Testimonials from Students

  • More Capacity, Capability, Quality

    “Caitlin’s class is AMAZING. I had played around with AI and I thought I was doing a pretty good job, but I knew I’d gotten as far as I could go with the free info out there. I needed an extra helping hand to get to the next steps and actually see some time savings from these tools.

    Caitlin’s class was EXACTLY what I needed, and now Claude is giving me more capacity and capability, which means the quality of my work goes up too. Bonus: I can make more tools for myself based on what I learned in class because Caitlin teaches the principles, not just a one-time process.”

    — Emily Carter, Director of Marketing, Spring 2026 Cohort

  • Easy to Implement

    “Big thank you to Caitlin Ferguson for last week’s CHIEF AI Forum session.

    In 20 minutes, she reframed context-setting for LLMs. Her solution is elegantly simple, easy to implement, and it gets the model to deliver outputs that feel Director-level+. Highly recommend.”

    —Katie Montbriand, Founder & Investor, Summer 2026 Cohort

  • 35% Better Quality, Reduced Back-and-Forth (1 hr Class)

    “A big thank you to Caitlin Ferguson for her workshop, AI 201: Beyong Prompting to Operating. In only one hour, she easily helped me increase the quality of my ChatGPT outputs by 35%. Caitlin introduced a tool she calls the Keystone Document, which gives your AI more context: how you work, what kind of output you expect, and what “excellent” looks like to you. With the Keystone to reference, prompts became more helpful and the back-and-forth dropped significantly for me.

    If you’re looking to make AI more actionable in your day-to-day operations, this workshop is absolutely worth your time.”

    —Brenton Semplak, Healthcare Operations Leader, Fall 2025 1-hr Class

  • From prompting to reliable building

    “Big shoutout to Caitlin Ferguson for a great session on how to integrate AI into my Ops practice! The class was super practical and broadly applicable. If you’re curious about going past simple prompts to building something reliable, check out her class.”

    — Danny Ndungu, Partnerships Manager, Winter 2025 Cohort

  • Most Practically Useful AI Training

    Description goes here“I’ve been looking for a few months for a worthwhile, hands-on course to uplevel my own agent-building and workflows for my agency.

    I found it.

    I’ve been taking Caitlin Ferguson’s AI for Operations course and, two sessions in, it’s the most practically useful AI training I’ve come across.
    It’s entirely hands-on. You’re building.”

    —Christina Ra, Founder, Raconteur Strategies

Big Ideas, Real Impact. Students’ Builds.

None had built automations before. In three sessions, this is what the Spring 2026 cohort built.

A PR agent that manages the process

Drafts a release from an intake form it designed, flags claim language that risks legal exposure, tracks approvals so she can pause and resume — then matches each release to the journalists who cover that beat. Increases the number and quality of press releases that go out each week.

A daily business development intelligence tool

Every morning at 9am, unattended, it pulls funding databases and the headlines for distress signals like layoffs. Her assistant just forwards the result along. A manual routine, fully handed off.

An executive inbox triage

A traffic cop for a founder's inbox, designed by his Chief of Staff. The senders who matter route to the top, some get a calendar invite, the rest are triaged based on custom rules. Drafts replies in his voice. From overwhelm to “inbox-ten” a day.

A multi-company research skill

Feed it a spreadsheet of clients and it runs structured research on each, on a schedule. When Claude truncated her inputs, she diagnosed it and restructured them — now it suggests its own searches.

A tool to move to-dos from transcripts to Slack

Every evening at 5pm, her agent reviews her Granola notes, identifies tasks that should be shared with the team, develops the language to delegate, and tags the right individuals in Slack with details.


WHAT TO WORK ON - Copy each line below holding "name".

SUPPLIED ENTRIES -
#####

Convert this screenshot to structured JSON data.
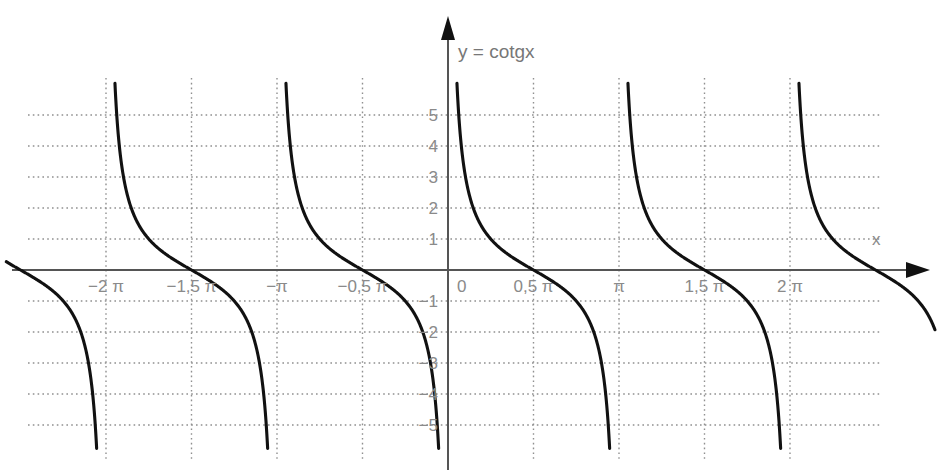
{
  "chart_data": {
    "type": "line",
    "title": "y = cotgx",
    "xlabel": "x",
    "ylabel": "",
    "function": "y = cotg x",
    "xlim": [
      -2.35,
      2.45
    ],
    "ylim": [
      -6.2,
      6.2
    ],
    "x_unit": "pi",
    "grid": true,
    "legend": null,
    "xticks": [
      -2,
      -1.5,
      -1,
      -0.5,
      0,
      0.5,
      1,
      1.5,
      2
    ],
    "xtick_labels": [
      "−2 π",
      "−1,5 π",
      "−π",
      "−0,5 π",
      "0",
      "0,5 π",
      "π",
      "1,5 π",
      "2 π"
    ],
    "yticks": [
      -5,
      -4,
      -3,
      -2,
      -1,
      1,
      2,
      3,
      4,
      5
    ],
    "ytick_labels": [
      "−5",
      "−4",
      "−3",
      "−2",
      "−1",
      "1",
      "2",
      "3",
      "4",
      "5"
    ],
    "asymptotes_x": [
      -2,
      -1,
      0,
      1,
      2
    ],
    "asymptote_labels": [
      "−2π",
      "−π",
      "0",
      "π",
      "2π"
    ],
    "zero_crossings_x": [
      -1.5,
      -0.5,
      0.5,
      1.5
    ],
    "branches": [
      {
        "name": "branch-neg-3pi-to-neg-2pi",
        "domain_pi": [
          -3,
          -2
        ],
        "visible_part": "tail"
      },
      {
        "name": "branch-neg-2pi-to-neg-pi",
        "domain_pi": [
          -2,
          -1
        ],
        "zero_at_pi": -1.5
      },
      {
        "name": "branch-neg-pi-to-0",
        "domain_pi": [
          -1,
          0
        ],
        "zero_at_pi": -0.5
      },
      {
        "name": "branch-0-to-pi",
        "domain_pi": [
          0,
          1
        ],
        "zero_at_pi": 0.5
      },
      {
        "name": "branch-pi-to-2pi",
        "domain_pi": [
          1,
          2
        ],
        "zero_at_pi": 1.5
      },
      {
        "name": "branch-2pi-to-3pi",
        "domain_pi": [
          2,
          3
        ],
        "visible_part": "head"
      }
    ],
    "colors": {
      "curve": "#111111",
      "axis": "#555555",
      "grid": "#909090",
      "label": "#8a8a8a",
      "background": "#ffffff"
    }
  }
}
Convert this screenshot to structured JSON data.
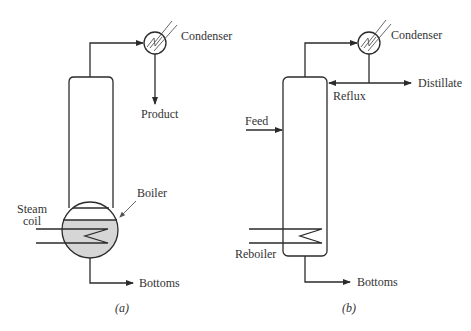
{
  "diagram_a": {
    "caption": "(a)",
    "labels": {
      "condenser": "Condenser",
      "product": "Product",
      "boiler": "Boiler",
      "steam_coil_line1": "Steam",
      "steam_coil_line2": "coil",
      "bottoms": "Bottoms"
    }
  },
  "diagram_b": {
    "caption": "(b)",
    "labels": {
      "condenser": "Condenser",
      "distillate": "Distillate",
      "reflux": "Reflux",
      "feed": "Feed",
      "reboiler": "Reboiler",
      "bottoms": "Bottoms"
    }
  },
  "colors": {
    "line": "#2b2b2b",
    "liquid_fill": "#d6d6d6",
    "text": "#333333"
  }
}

#####

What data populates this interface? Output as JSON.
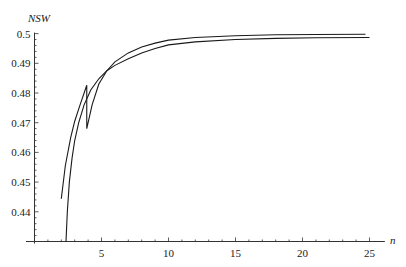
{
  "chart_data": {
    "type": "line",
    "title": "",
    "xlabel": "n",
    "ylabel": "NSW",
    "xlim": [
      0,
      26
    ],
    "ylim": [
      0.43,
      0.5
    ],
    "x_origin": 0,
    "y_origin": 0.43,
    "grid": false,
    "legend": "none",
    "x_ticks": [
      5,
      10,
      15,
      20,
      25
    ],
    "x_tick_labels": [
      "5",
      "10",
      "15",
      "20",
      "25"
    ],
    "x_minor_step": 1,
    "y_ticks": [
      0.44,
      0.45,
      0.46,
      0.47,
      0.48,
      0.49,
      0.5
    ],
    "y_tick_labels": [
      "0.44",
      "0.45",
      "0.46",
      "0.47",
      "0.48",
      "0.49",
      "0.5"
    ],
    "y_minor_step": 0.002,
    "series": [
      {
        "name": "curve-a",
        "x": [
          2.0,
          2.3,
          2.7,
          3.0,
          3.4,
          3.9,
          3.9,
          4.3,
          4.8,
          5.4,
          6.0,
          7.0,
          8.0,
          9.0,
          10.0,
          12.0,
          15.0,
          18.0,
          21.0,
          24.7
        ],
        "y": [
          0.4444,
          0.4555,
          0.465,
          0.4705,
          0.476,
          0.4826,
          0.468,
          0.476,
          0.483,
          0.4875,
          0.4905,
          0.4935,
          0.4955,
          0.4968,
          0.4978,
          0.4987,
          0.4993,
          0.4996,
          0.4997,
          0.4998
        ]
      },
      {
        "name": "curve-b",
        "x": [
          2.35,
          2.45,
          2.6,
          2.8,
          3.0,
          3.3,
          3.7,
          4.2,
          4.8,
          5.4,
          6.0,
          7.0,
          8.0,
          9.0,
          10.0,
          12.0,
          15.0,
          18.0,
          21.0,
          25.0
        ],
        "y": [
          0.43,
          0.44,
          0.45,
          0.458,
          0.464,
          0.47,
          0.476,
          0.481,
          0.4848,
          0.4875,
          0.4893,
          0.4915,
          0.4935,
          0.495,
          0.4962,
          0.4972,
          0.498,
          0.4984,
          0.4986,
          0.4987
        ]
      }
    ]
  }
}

#####

EXERCISE RESULT -
        "name": "branch-neg-3pi-to-neg-2pi",
        "name": "branch-neg-2pi-to-neg-pi",
        "name": "branch-neg-pi-to-0",
        "name": "branch-0-to-pi",
        "name": "branch-pi-to-2pi",
        "name": "branch-2pi-to-3pi",
        "name": "curve-a",
        "name": "curve-b",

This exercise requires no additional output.